First-Amendment Follies
Seham Jaber told police that a masked man wearing gloves forced his way into her apartment in Albuquerque, N.M., and began punching her in the face while shouting anti-Muslim insults. He then ransacked the home, and when he found the family’s citizenship papers, tore them up in front of her. “The irony is the individual thought the family was Muslim,” Officer Simon Drobik said, “and they’re actually refugees from Iraq who are Catholic” and fled that country because terrorists there attacked them for their religion. (Albuquerque’s KRQE-TV)

P.C. Update
Minnesota enacted a law renaming Asian carp in response to concern by some people that the term casts people from Asian cultures in a negative light. The fish, which is native to Asia and was accidentally introduced to the Great Lakes, is now officially known as “invasive carp.” (CBS News)

Poop Scoop
Police arrested a Seattle woman who tossed cat feces, frozen chicken parts and a green liquid she identified as “a natural drink” from her fifth-floor apartment at participants and spectators for the Susan G. Komen Race for the Cure.
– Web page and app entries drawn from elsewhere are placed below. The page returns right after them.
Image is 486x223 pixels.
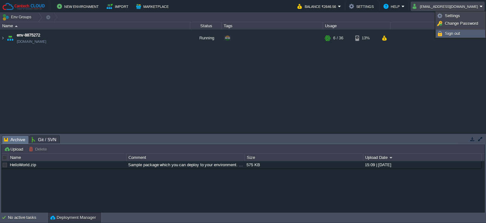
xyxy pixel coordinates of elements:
[136,3,171,10] button: Marketplace
[363,161,481,168] div: 15:09 | [DATE]
[298,3,338,10] button: Balance ₹2646.56
[8,212,47,222] div: No active tasks
[127,161,244,168] div: Sample package which you can deploy to your environment. Feel free to delete and upload a package...
[2,13,34,22] button: Env Groups
[17,32,40,38] a: env-8875272
[437,30,485,37] a: Sign out
[355,29,376,47] div: 13%
[0,29,5,47] img: AMDAwAAAACH5BAEAAAAALAAAAAABAAEAAAICRAEAOw==
[57,3,101,10] button: New Environment
[4,135,25,143] span: Archive
[245,154,363,161] div: Size
[191,22,222,29] div: Status
[384,3,402,10] button: Help
[245,161,363,168] div: 575 KB
[6,29,15,47] img: AMDAwAAAACH5BAEAAAAALAAAAAABAAEAAAICRAEAOw==
[127,154,245,161] div: Comment
[10,162,36,167] a: HelloWorld.zip
[413,3,480,10] button: [EMAIL_ADDRESS][DOMAIN_NAME]
[107,3,130,10] button: Import
[4,146,25,152] button: Upload
[445,21,478,26] span: Change Password
[349,3,376,10] button: Settings
[29,146,49,152] button: Delete
[437,12,485,19] a: Settings
[222,22,323,29] div: Tags
[364,154,481,161] div: Upload Date
[2,3,45,10] img: Cantech Cloud
[15,25,18,27] img: AMDAwAAAACH5BAEAAAAALAAAAAABAAEAAAICRAEAOw==
[50,214,96,220] button: Deployment Manager
[333,29,343,47] div: 6 / 36
[445,31,460,36] span: Sign out
[32,135,56,143] span: Git / SVN
[445,13,460,18] span: Settings
[437,20,485,27] a: Change Password
[1,22,190,29] div: Name
[190,29,222,47] div: Running
[17,38,46,45] a: [DOMAIN_NAME]
[323,22,390,29] div: Usage
[9,154,126,161] div: Name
The “hail of garbage” hit at least two people, said investigators, who reported that the unidentified woman told them “she had worked a long shift and was angry that the runners had woken her from her slumber.” (Seattle Police Department)

photo by businessweek.com

photo by businessweek.com

Success Breeds Failure
City buses in Saint John, New Brunswick, stopped offering free wireless Internet service to riders after it became so popular that the cost tripled. “There started to be a pattern of abuse develop, especially in the last six to eight months, where we had a lot of people streaming and downloading very extensive files, and the usage got very high,” Frank McCarey, general manager of the Saint John Transit Commission, said, explaining that Wi-Fi costs jumped from $1,000 to $3,000 a month. “You like to offer things, just as long as they’re not too expensive.” (CBC News)

Instant Karma
A worker installing signs limiting parking to 75 minutes on a downtown street in Santa Barbara, Calif., was ticketed for parking more than 75 minutes to do the job. “I was dumbfounded,” Dan Greding explained. “I said, ‘But I’m putting these signs up,’ and he (the officer) says, “Then you should know you can’t park here more than 75 minutes.’” (Santa Barbara’s KEYT-TV)

photo by deviantart

photo by deviantart

Zombies Can’t Fly
The federal government is authorized to list people on its no-fly list of “known or suspected terrorists” even after they’re known to be dead, according to a leaked document from the National Counterterrorism Center. There only has to be a “reasonable suspicion” that someone else is using their identity. (Washington, D.C.’s The Hill)

Litigation Nation
Clinton Tucker sued Benjamin Moore in Essex County, N.J., claiming that the paint maker fired him after his repeated complaints about their “despicable and racially insulting paint colors called ‘Clinton Brown’ and ‘Tucker Chocolate.’” Tucker’s attorney, Charles Schalk, insisted that the colors were named after his client, who identifies himself as an African-American homosexual male who worked at Benjamin Moore from June 2011 until this March. According to the company’s website, Tucker Chocolate was named for 18th-century Virginia judge St. George Tucker, whose house is one of the original Colonial homes in Historic Williamsburg. Benjamin Moore also said it sold cans of Clinton Brown, described as recalling a “perfectly balanced chocolate candy bar brown,” years before Tucker began working at the company. (Courthouse News Service)

News and Blues is compiled from the nation’s press. To contribute, submit original clippings, citing date and source, to Roland Sweet in care of the Syracuse New Times.